## Work request
Down to the last line, restate the material below exactly.

## Data supplied

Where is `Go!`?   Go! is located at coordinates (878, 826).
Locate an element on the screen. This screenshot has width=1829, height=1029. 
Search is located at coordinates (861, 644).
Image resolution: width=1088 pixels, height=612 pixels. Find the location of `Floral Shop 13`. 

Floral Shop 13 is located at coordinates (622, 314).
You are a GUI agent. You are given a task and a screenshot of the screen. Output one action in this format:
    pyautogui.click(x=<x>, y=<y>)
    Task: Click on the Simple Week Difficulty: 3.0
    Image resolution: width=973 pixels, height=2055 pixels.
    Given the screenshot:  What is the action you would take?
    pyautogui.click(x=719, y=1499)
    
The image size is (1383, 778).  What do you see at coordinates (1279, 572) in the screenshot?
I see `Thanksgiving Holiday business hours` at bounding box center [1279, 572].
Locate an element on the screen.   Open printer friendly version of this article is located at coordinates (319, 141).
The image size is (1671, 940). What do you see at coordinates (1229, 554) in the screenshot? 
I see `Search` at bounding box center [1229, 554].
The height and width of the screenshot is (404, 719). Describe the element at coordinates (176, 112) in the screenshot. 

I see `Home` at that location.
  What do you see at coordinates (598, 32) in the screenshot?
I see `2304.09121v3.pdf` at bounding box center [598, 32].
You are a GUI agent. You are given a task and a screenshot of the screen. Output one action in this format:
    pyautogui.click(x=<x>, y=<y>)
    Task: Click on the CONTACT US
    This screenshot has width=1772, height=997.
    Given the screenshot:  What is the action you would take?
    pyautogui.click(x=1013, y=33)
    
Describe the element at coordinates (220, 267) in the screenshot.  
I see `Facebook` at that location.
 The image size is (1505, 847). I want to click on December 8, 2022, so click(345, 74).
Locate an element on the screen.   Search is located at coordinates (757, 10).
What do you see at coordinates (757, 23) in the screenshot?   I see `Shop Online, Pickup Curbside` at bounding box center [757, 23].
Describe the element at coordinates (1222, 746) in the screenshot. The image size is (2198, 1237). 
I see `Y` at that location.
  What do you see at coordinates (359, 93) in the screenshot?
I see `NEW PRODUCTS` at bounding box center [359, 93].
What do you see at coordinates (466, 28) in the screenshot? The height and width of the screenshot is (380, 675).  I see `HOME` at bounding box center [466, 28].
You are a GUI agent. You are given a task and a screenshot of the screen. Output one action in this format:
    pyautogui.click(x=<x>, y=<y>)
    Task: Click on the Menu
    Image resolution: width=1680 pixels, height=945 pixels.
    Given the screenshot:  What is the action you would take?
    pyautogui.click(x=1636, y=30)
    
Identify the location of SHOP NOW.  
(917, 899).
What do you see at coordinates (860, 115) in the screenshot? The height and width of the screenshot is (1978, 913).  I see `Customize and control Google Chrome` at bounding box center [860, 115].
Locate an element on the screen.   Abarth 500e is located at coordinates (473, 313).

## Task solution
Where is `Go!`?   Go! is located at coordinates (878, 826).
Locate an element on the screen. This screenshot has width=1829, height=1029. 
Search is located at coordinates (861, 644).
Image resolution: width=1088 pixels, height=612 pixels. Find the location of `Floral Shop 13`. 

Floral Shop 13 is located at coordinates (622, 314).
You are a GUI agent. You are given a task and a screenshot of the screen. Output one action in this format:
    pyautogui.click(x=<x>, y=<y>)
    Task: Click on the Simple Week Difficulty: 3.0
    Image resolution: width=973 pixels, height=2055 pixels.
    Given the screenshot:  What is the action you would take?
    pyautogui.click(x=719, y=1499)
    
The image size is (1383, 778).  What do you see at coordinates (1279, 572) in the screenshot?
I see `Thanksgiving Holiday business hours` at bounding box center [1279, 572].
Locate an element on the screen.   Open printer friendly version of this article is located at coordinates (319, 141).
The image size is (1671, 940). What do you see at coordinates (1229, 554) in the screenshot? 
I see `Search` at bounding box center [1229, 554].
The height and width of the screenshot is (404, 719). Describe the element at coordinates (176, 112) in the screenshot. 

I see `Home` at that location.
  What do you see at coordinates (598, 32) in the screenshot?
I see `2304.09121v3.pdf` at bounding box center [598, 32].
You are a GUI agent. You are given a task and a screenshot of the screen. Output one action in this format:
    pyautogui.click(x=<x>, y=<y>)
    Task: Click on the CONTACT US
    This screenshot has width=1772, height=997.
    Given the screenshot:  What is the action you would take?
    pyautogui.click(x=1013, y=33)
    
Describe the element at coordinates (220, 267) in the screenshot.  
I see `Facebook` at that location.
 The image size is (1505, 847). I want to click on December 8, 2022, so click(345, 74).
Locate an element on the screen.   Search is located at coordinates (757, 10).
What do you see at coordinates (757, 23) in the screenshot?   I see `Shop Online, Pickup Curbside` at bounding box center [757, 23].
Describe the element at coordinates (1222, 746) in the screenshot. The image size is (2198, 1237). 
I see `Y` at that location.
  What do you see at coordinates (359, 93) in the screenshot?
I see `NEW PRODUCTS` at bounding box center [359, 93].
What do you see at coordinates (466, 28) in the screenshot? The height and width of the screenshot is (380, 675).  I see `HOME` at bounding box center [466, 28].
You are a GUI agent. You are given a task and a screenshot of the screen. Output one action in this format:
    pyautogui.click(x=<x>, y=<y>)
    Task: Click on the Menu
    Image resolution: width=1680 pixels, height=945 pixels.
    Given the screenshot:  What is the action you would take?
    pyautogui.click(x=1636, y=30)
    
Identify the location of SHOP NOW.  
(917, 899).
What do you see at coordinates (860, 115) in the screenshot? The height and width of the screenshot is (1978, 913).  I see `Customize and control Google Chrome` at bounding box center [860, 115].
Locate an element on the screen.   Abarth 500e is located at coordinates (473, 313).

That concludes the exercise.